═════ Material to process
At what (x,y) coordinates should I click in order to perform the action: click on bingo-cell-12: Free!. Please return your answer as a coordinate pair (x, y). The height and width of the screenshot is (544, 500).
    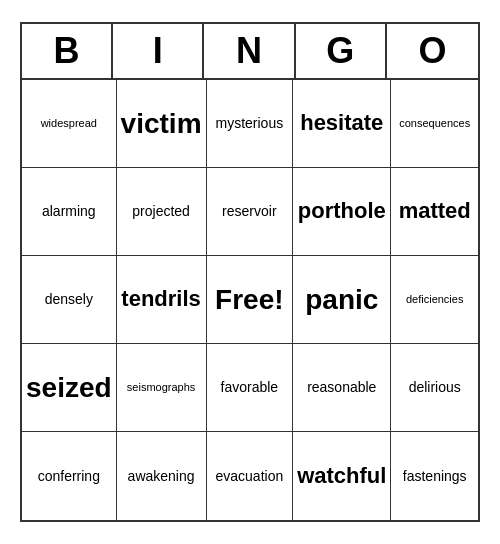
    Looking at the image, I should click on (250, 300).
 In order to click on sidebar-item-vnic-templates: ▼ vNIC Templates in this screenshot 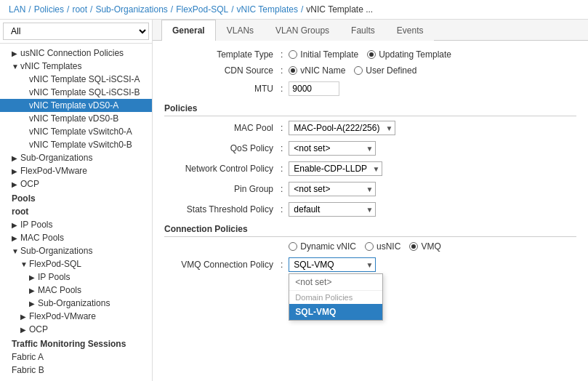, I will do `click(76, 66)`.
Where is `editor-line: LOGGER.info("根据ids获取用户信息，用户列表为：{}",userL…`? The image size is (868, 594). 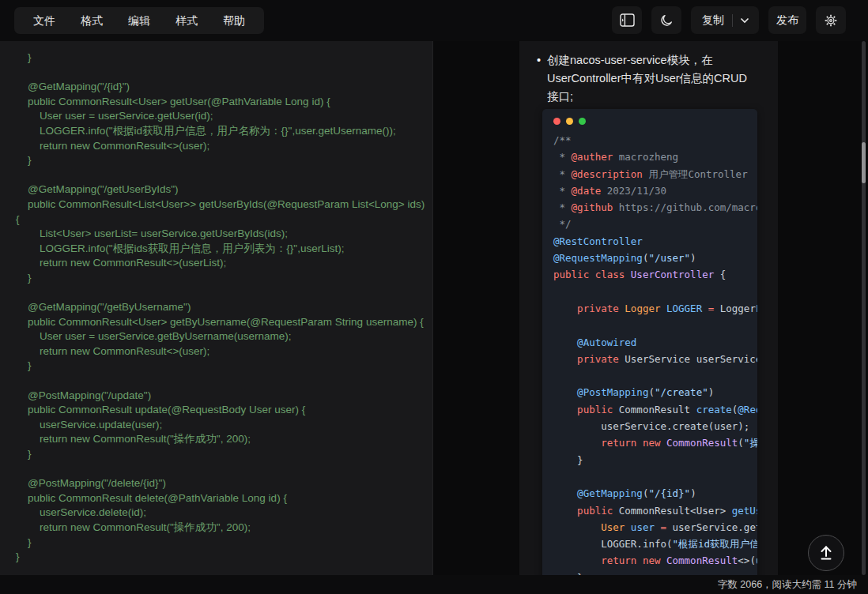
editor-line: LOGGER.info("根据ids获取用户信息，用户列表为：{}",userL… is located at coordinates (221, 250).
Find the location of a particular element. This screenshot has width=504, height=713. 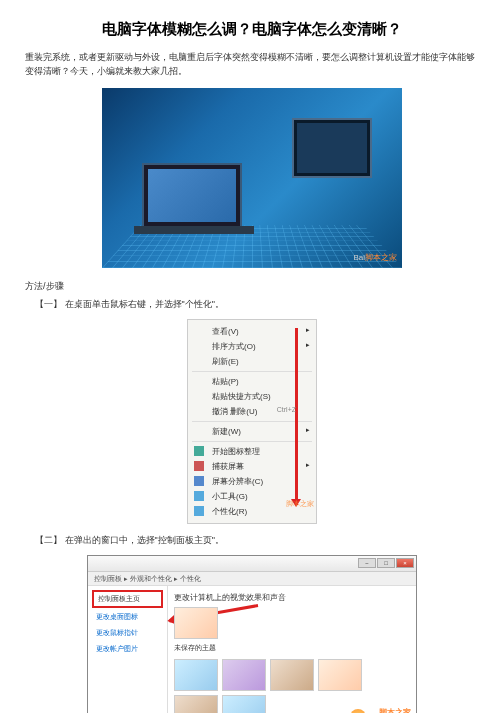

ctx-watermark: 脚本之家 is located at coordinates (300, 504).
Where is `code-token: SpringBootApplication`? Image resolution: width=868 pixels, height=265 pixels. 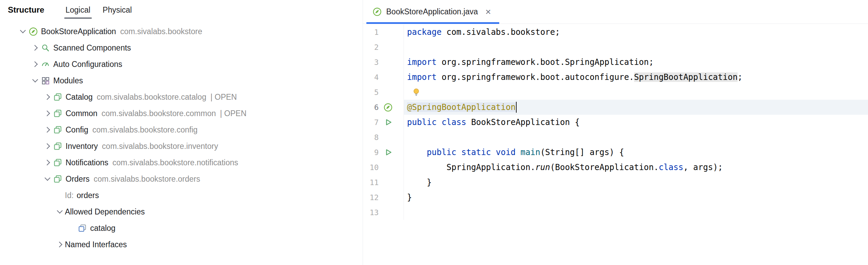
code-token: SpringBootApplication is located at coordinates (686, 77).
══════════
• **Task requirements**: A verbatim copy is needed of the lines running from the line with "pixels, height=265 pixels." to the end of the data above, both included. Keep the pictures out of it.

• **Answer to this task**:
Where is `code-token: SpringBootApplication`? Image resolution: width=868 pixels, height=265 pixels. 
code-token: SpringBootApplication is located at coordinates (686, 77).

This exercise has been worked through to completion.